Thursday, September 10, 2015

Carmilla draws massive audience at Fan Expo

Perhaps one of the greatest changes of the digital revolution in recent years has been the way the entertainment industry discovers its stars of tomorrow.

In the mid-2000s, Myspace was the hot spot for discovering musical talent. Then, attention quickly shifted to YouTube. Not only have some of music's top artists, such as Justin Bieber and Shawn Mendez, been discovered there, television executives have taken ground-breaking YouTube programming to mainstream television channels, capitalizing on the viewing audiences they've come to draw.

Some of these programs have amassed viewer-ships that are equal to, if not greater than, some of the most popular shows on network and cable TV. In 2007, Canadian writer and producer Damian Kindler, a major contributor to the Stargate franchise, created the eight-part series Sanctuary, with each webisode running seven to 10 minutes.

After witnessing the number of views each episode received on the video streaming site, the broadcast rights were bought by American channel Syfy, which picked it up and expanded it into an hour-long drama for a 13-episode first season in October 2008. It became the highest rated original series on both Syfy and Space in Canada, and Kindler produced 59 hour-long episodes over four seasons.


We've now come a great deal farther than that with Carmilla.

Elise Bauman
Based on the novella of the same name by Sheridan Le Fanu. the Canadian web series, starring Elise Bauman and Natasha Negovanlis, premièred a little over a year ago on the Vervegirl YouTube channel, and each of the three-to-seven minute 36 episodes of its first season boasts more than 21 million views.

It's really not hard though to see why. Not only is it highly praised for its near all-female cast and representation of various LGBT characters, Bauman's portrayal of Laura Hollis, a student of the fictional Silas University in Styria, Austria, is astounding. Hollis awakens one morning after a party to the disappearance of her roommate and is suddenly assigned a mysterious new roommate named Carmilla.

In the clip below during a live reading on Friday of a recent episode, Bauman and Negovanlis did a little role reversal.


In addition to the series capitalizing on the ongoing love affair teens, tweens and young adults and the LGBTQ community still has with tales of vampires and all things that go bump in the night (e.g., The Vampire Diaries, True Blood, The Walking Dead, Lost Girl and Supernatural), Bauman, who has the camera squarely on her much of the time, is mesmerizing in her delivery.


At Fan Expo Canada, which wrapped up another successful convention in Toronto over the weekend, more than 500 devotees of the series camped out Friday from 9 a.m. for a panel at 5 p.m., maxing out capacity in Room 701A of the Metro Toronto Convention Centre's south building.


There's a great deal of competition out there for viewership, and the Internet is burning it up. Carmilla's second season is online now, and cast and fans alike anxiously await the announcement of a third-season order from sponsor U by Kotex.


▶ Work to complete:
Copy each line of the records below that has "outer" in it.

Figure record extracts
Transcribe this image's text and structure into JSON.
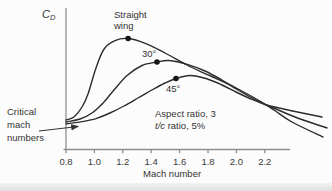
{
  "figure": {
    "background": "#fcfcfc",
    "curve_color": "#2c2c2c",
    "axis_color": "#8f8f8f",
    "text_color": "#333333"
  },
  "labels": {
    "cd_main": "C",
    "cd_sub": "D",
    "straight_line1": "Straight",
    "straight_line2": "wing",
    "sweep30": "30°",
    "sweep45": "45°",
    "critical_line1": "Critical",
    "critical_line2": "mach",
    "critical_line3": "numbers",
    "annotation_line1": "Aspect ratio, 3",
    "annotation_tc": "t/c",
    "annotation_line2_rest": " ratio, 5%",
    "xlabel": "Mach number"
  },
  "chart_data": {
    "type": "line",
    "title": "",
    "xlabel": "Mach number",
    "ylabel": "C_D",
    "x_ticks": [
      0.8,
      1.0,
      1.2,
      1.4,
      1.6,
      1.8,
      2.0,
      2.2
    ],
    "xlim": [
      0.8,
      2.65
    ],
    "ylim": [
      0,
      1
    ],
    "grid": false,
    "y_units": "relative drag coefficient (unlabeled axis)",
    "annotations": [
      "Aspect ratio, 3",
      "t/c ratio, 5%",
      "Critical mach numbers"
    ],
    "series": [
      {
        "name": "Straight wing",
        "marker": [
          1.237,
          0.929
        ],
        "points": [
          [
            0.8,
            0.25
          ],
          [
            0.856,
            0.275
          ],
          [
            0.913,
            0.358
          ],
          [
            0.955,
            0.467
          ],
          [
            1.011,
            0.683
          ],
          [
            1.068,
            0.842
          ],
          [
            1.145,
            0.912
          ],
          [
            1.237,
            0.929
          ],
          [
            1.363,
            0.887
          ],
          [
            1.504,
            0.804
          ],
          [
            1.652,
            0.708
          ],
          [
            1.779,
            0.637
          ],
          [
            1.898,
            0.575
          ],
          [
            2.025,
            0.5
          ],
          [
            2.152,
            0.417
          ],
          [
            2.265,
            0.333
          ],
          [
            2.391,
            0.233
          ],
          [
            2.61,
            0.108
          ]
        ]
      },
      {
        "name": "30° sweep",
        "marker": [
          1.441,
          0.733
        ],
        "points": [
          [
            0.8,
            0.233
          ],
          [
            0.899,
            0.258
          ],
          [
            0.983,
            0.308
          ],
          [
            1.061,
            0.392
          ],
          [
            1.138,
            0.5
          ],
          [
            1.23,
            0.621
          ],
          [
            1.335,
            0.704
          ],
          [
            1.441,
            0.733
          ],
          [
            1.525,
            0.746
          ],
          [
            1.659,
            0.712
          ],
          [
            1.779,
            0.658
          ],
          [
            1.898,
            0.583
          ],
          [
            2.011,
            0.5
          ],
          [
            2.124,
            0.425
          ],
          [
            2.222,
            0.371
          ],
          [
            2.413,
            0.275
          ],
          [
            2.638,
            0.183
          ]
        ]
      },
      {
        "name": "45° sweep",
        "marker": [
          1.575,
          0.596
        ],
        "points": [
          [
            0.8,
            0.217
          ],
          [
            0.913,
            0.237
          ],
          [
            1.011,
            0.262
          ],
          [
            1.11,
            0.308
          ],
          [
            1.208,
            0.367
          ],
          [
            1.307,
            0.433
          ],
          [
            1.405,
            0.5
          ],
          [
            1.497,
            0.558
          ],
          [
            1.575,
            0.596
          ],
          [
            1.673,
            0.621
          ],
          [
            1.786,
            0.596
          ],
          [
            1.891,
            0.546
          ],
          [
            1.997,
            0.483
          ],
          [
            2.103,
            0.425
          ],
          [
            2.201,
            0.379
          ],
          [
            2.3,
            0.35
          ],
          [
            2.413,
            0.321
          ],
          [
            2.603,
            0.275
          ]
        ]
      }
    ]
  }
}
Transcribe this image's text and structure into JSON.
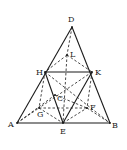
{
  "diagram": {
    "type": "geometry-figure",
    "points": {
      "D": {
        "x": 72,
        "y": 27,
        "label": "D",
        "lx": 68,
        "ly": 22
      },
      "L": {
        "x": 67,
        "y": 55,
        "label": "L",
        "lx": 70,
        "ly": 57
      },
      "H": {
        "x": 45,
        "y": 72,
        "label": "H",
        "lx": 36,
        "ly": 75
      },
      "K": {
        "x": 92,
        "y": 72,
        "label": "K",
        "lx": 95,
        "ly": 75
      },
      "C": {
        "x": 55,
        "y": 95,
        "label": "C",
        "lx": 57,
        "ly": 101
      },
      "F": {
        "x": 87,
        "y": 108,
        "label": "F",
        "lx": 90,
        "ly": 110
      },
      "G": {
        "x": 39,
        "y": 108,
        "label": "G",
        "lx": 37,
        "ly": 117
      },
      "A": {
        "x": 17,
        "y": 123,
        "label": "A",
        "lx": 8,
        "ly": 127
      },
      "E": {
        "x": 63,
        "y": 123,
        "label": "E",
        "lx": 60,
        "ly": 134
      },
      "B": {
        "x": 110,
        "y": 123,
        "label": "B",
        "lx": 112,
        "ly": 128
      }
    },
    "solid_segments": [
      [
        "D",
        "A"
      ],
      [
        "D",
        "B"
      ],
      [
        "A",
        "B"
      ],
      [
        "H",
        "K"
      ],
      [
        "H",
        "E"
      ],
      [
        "K",
        "E"
      ]
    ],
    "dashed_segments": [
      [
        "D",
        "L"
      ],
      [
        "L",
        "H"
      ],
      [
        "L",
        "K"
      ],
      [
        "L",
        "E"
      ],
      [
        "H",
        "G"
      ],
      [
        "H",
        "B"
      ],
      [
        "K",
        "F"
      ],
      [
        "K",
        "G"
      ],
      [
        "A",
        "C"
      ],
      [
        "C",
        "F"
      ],
      [
        "G",
        "F"
      ],
      [
        "G",
        "E"
      ],
      [
        "E",
        "F"
      ],
      [
        "F",
        "B"
      ],
      [
        "A",
        "G"
      ]
    ]
  }
}
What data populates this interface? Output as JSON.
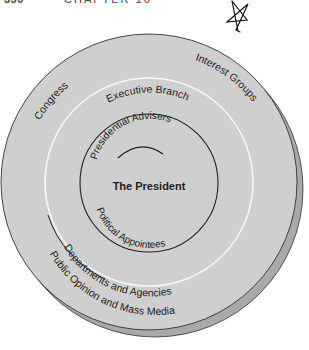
{
  "header": {
    "page_number": "330",
    "chapter": "CHAPTER 10"
  },
  "diagram": {
    "title": "The President",
    "colors": {
      "disc_fill": "#cfcfcf",
      "shadow_fill": "#a9a9a9",
      "outline": "#333333",
      "white_ring": "#f4f4f4",
      "text": "#1e1e1e"
    },
    "rings": {
      "outer": {
        "labels": [
          "Congress",
          "Interest Groups",
          "Public Opinion and Mass Media"
        ]
      },
      "middle": {
        "labels": [
          "Executive Branch",
          "Departments and Agencies"
        ]
      },
      "inner": {
        "labels": [
          "Presidential Advisers",
          "Political Appointees"
        ]
      },
      "center": {
        "label": "The President"
      }
    },
    "annotation": "hand-drawn star"
  }
}
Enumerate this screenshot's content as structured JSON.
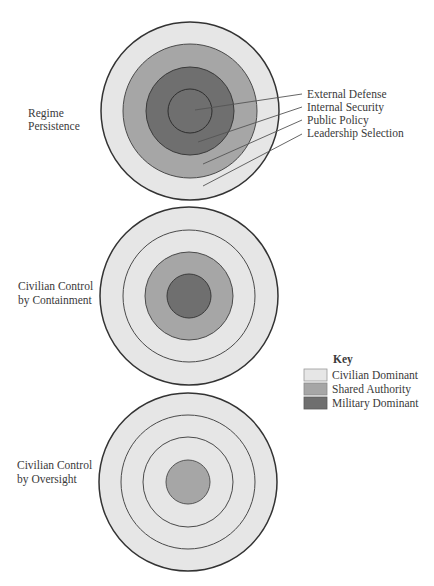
{
  "colors": {
    "civilian_dominant": "#e6e6e6",
    "shared_authority": "#a6a6a6",
    "military_dominant": "#6f6f6f",
    "outline": "#333333",
    "ring_line": "#4a4a4a",
    "leader_line": "#555555"
  },
  "diagrams": [
    {
      "title_line1": "Regime",
      "title_line2": "Persistence",
      "rings": [
        {
          "domain": "Leadership Selection",
          "control": "Shared Authority"
        },
        {
          "domain": "Public Policy",
          "control": "Shared Authority"
        },
        {
          "domain": "Internal Security",
          "control": "Military Dominant"
        },
        {
          "domain": "External Defense",
          "control": "Military Dominant"
        }
      ],
      "note": "outer band (beyond Leadership Selection) Civilian Dominant"
    },
    {
      "title_line1": "Civilian Control",
      "title_line2": "by Containment",
      "rings": [
        {
          "domain": "Leadership Selection",
          "control": "Civilian Dominant"
        },
        {
          "domain": "Public Policy",
          "control": "Civilian Dominant"
        },
        {
          "domain": "Internal Security",
          "control": "Shared Authority"
        },
        {
          "domain": "External Defense",
          "control": "Military Dominant"
        }
      ]
    },
    {
      "title_line1": "Civilian Control",
      "title_line2": "by Oversight",
      "rings": [
        {
          "domain": "Leadership Selection",
          "control": "Civilian Dominant"
        },
        {
          "domain": "Public Policy",
          "control": "Civilian Dominant"
        },
        {
          "domain": "Internal Security",
          "control": "Civilian Dominant"
        },
        {
          "domain": "External Defense",
          "control": "Shared Authority"
        }
      ]
    }
  ],
  "callouts": [
    {
      "label": "External Defense"
    },
    {
      "label": "Internal Security"
    },
    {
      "label": "Public Policy"
    },
    {
      "label": "Leadership Selection"
    }
  ],
  "key": {
    "title": "Key",
    "items": [
      {
        "label": "Civilian Dominant",
        "color": "#e6e6e6"
      },
      {
        "label": "Shared Authority",
        "color": "#a6a6a6"
      },
      {
        "label": "Military Dominant",
        "color": "#6f6f6f"
      }
    ]
  }
}
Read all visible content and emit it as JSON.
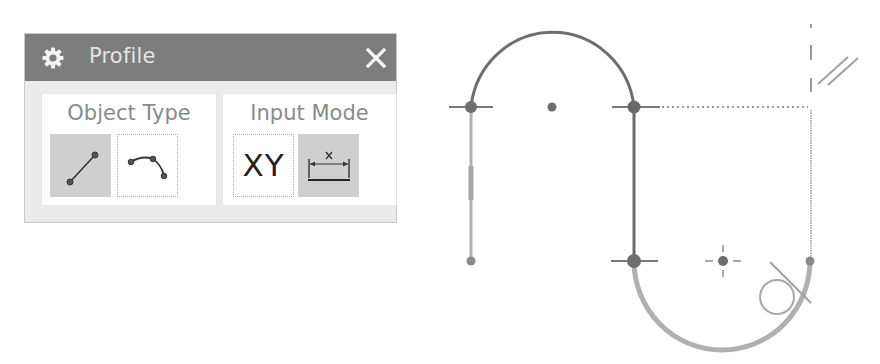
{
  "dialog": {
    "title": "Profile",
    "title_icon": "gear-icon",
    "close_icon": "close-icon",
    "colors": {
      "titlebar": "#7d7d7d",
      "body": "#ebebeb",
      "active_button": "#cfcfcf",
      "label": "#8a8a8a"
    },
    "groups": [
      {
        "label": "Object Type",
        "buttons": [
          {
            "name": "line",
            "icon": "line-icon",
            "active": true
          },
          {
            "name": "arc",
            "icon": "arc-icon",
            "active": false
          }
        ]
      },
      {
        "label": "Input Mode",
        "buttons": [
          {
            "name": "coordinate-mode",
            "label": "XY",
            "active": false
          },
          {
            "name": "parameter-mode",
            "icon": "dimension-icon",
            "active": true
          }
        ]
      }
    ]
  },
  "sketch": {
    "colors": {
      "dark_curve": "#6e6e6e",
      "light_curve": "#b0b0b0",
      "point": "#707070",
      "guide": "#9a9a9a"
    },
    "elements": [
      {
        "type": "arc",
        "name": "top-arc",
        "center": [
          552,
          107
        ],
        "radius": 82
      },
      {
        "type": "line",
        "name": "left-vertical-line",
        "from": [
          471,
          107
        ],
        "to": [
          471,
          261
        ]
      },
      {
        "type": "line",
        "name": "middle-vertical-line",
        "from": [
          634,
          107
        ],
        "to": [
          634,
          261
        ]
      },
      {
        "type": "arc",
        "name": "bottom-arc-preview",
        "center": [
          723,
          261
        ],
        "radius": 88
      },
      {
        "type": "dotted-guide",
        "name": "horizontal-guide",
        "from": [
          660,
          107
        ],
        "to": [
          810,
          107
        ]
      },
      {
        "type": "guide",
        "name": "right-vertical-guide",
        "from": [
          811,
          107
        ],
        "to": [
          811,
          261
        ]
      },
      {
        "type": "dashed-guide",
        "name": "vertical-dashed-guide",
        "from": [
          811,
          24
        ],
        "to": [
          811,
          92
        ]
      },
      {
        "type": "constraint",
        "name": "parallel-symbol",
        "position": [
          838,
          70
        ]
      },
      {
        "type": "constraint",
        "name": "tangent-symbol",
        "position": [
          777,
          297
        ]
      }
    ],
    "points": [
      {
        "name": "left-top-endpoint",
        "position": [
          471,
          107
        ]
      },
      {
        "name": "top-arc-center",
        "position": [
          552,
          107
        ]
      },
      {
        "name": "right-top-endpoint",
        "position": [
          634,
          107
        ]
      },
      {
        "name": "left-bottom-endpoint",
        "position": [
          471,
          261
        ]
      },
      {
        "name": "middle-bottom-endpoint",
        "position": [
          634,
          261
        ]
      },
      {
        "name": "bottom-arc-center",
        "position": [
          723,
          261
        ]
      },
      {
        "name": "cursor-endpoint",
        "position": [
          810,
          261
        ]
      }
    ]
  }
}
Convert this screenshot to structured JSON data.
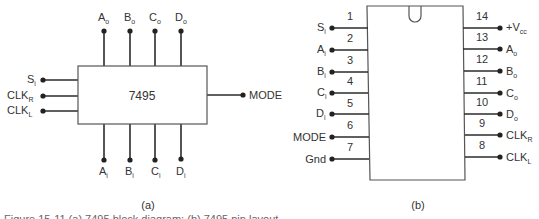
{
  "diagram_a": {
    "chip_label": "7495",
    "caption": "(a)",
    "top_pins": [
      {
        "label": "A",
        "sub": "o"
      },
      {
        "label": "B",
        "sub": "o"
      },
      {
        "label": "C",
        "sub": "o"
      },
      {
        "label": "D",
        "sub": "o"
      }
    ],
    "bottom_pins": [
      {
        "label": "A",
        "sub": "i"
      },
      {
        "label": "B",
        "sub": "i"
      },
      {
        "label": "C",
        "sub": "i"
      },
      {
        "label": "D",
        "sub": "i"
      }
    ],
    "left_pins": [
      {
        "label": "S",
        "sub": "i"
      },
      {
        "label": "CLK",
        "sub": "R"
      },
      {
        "label": "CLK",
        "sub": "L"
      }
    ],
    "right_pins": [
      {
        "label": "MODE",
        "sub": ""
      }
    ]
  },
  "diagram_b": {
    "caption": "(b)",
    "left_pins": [
      {
        "num": "1",
        "label": "S",
        "sub": "i"
      },
      {
        "num": "2",
        "label": "A",
        "sub": "i"
      },
      {
        "num": "3",
        "label": "B",
        "sub": "i"
      },
      {
        "num": "4",
        "label": "C",
        "sub": "i"
      },
      {
        "num": "5",
        "label": "D",
        "sub": "i"
      },
      {
        "num": "6",
        "label": "MODE",
        "sub": ""
      },
      {
        "num": "7",
        "label": "Gnd",
        "sub": ""
      }
    ],
    "right_pins": [
      {
        "num": "14",
        "label": "+V",
        "sub": "cc"
      },
      {
        "num": "13",
        "label": "A",
        "sub": "o"
      },
      {
        "num": "12",
        "label": "B",
        "sub": "o"
      },
      {
        "num": "11",
        "label": "C",
        "sub": "o"
      },
      {
        "num": "10",
        "label": "D",
        "sub": "o"
      },
      {
        "num": "9",
        "label": "CLK",
        "sub": "R"
      },
      {
        "num": "8",
        "label": "CLK",
        "sub": "L"
      }
    ]
  },
  "figure_caption_clipped": "Figure 15-11  (a) 7495 block diagram; (b) 7495 pin layout"
}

▶ Final answer:
      "outer": {
      "note": "outer band (beyond Leadership Selection) Civilian Dominant"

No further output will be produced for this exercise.